Republicans — led by Cruz — shuttered the government for 16 days in 2013 because they said they would not approve any spending bills that included any money to support the health care law. That standoff ended with tanked approval ratings for the GOP and also funds for Obamacare because a bill without that money had no chance of becoming law.

Earlier this year, Republicans threatened to shut down the Department of Homeland Security in order to defund the president’s executive actions on immigration, yet they knew — and senior GOP lawmakers conceded — it would be “impossible” to defund those executive orders because the agency within DHS that executed them is completely fee-based and operates independent of government appropriations.
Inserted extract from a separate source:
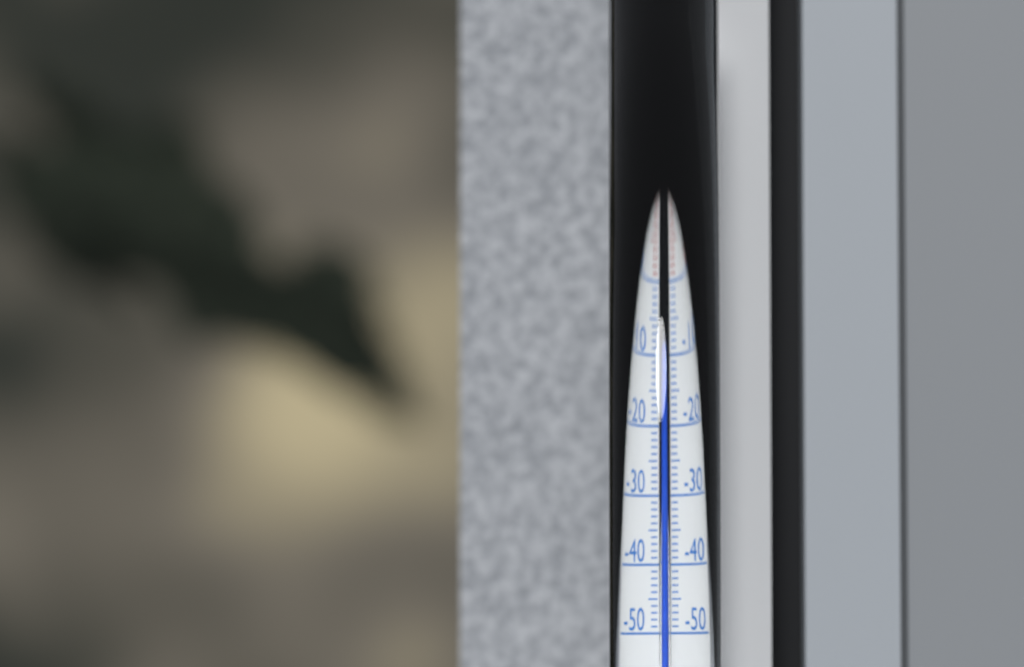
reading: -9 °C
So, yes, Graham is right: Republicans in Washington have consistently made promises they knew, from basic Schoolhouse Rock knowledge of government, they never could keep.

Others have hinted at this dynamic without saying it as clearly as he did Wednesday.

In August, in an interview with the Atlantic, conservative pundit Erick Erickson said, “The Republican Party created Donald Trump, because they made a lot of promises to their base and never kept them.”

He stopped short of saying that Republicans made promises they knew they couldn’t keep, but perhaps that’s just insight Graham has gained from actually being there.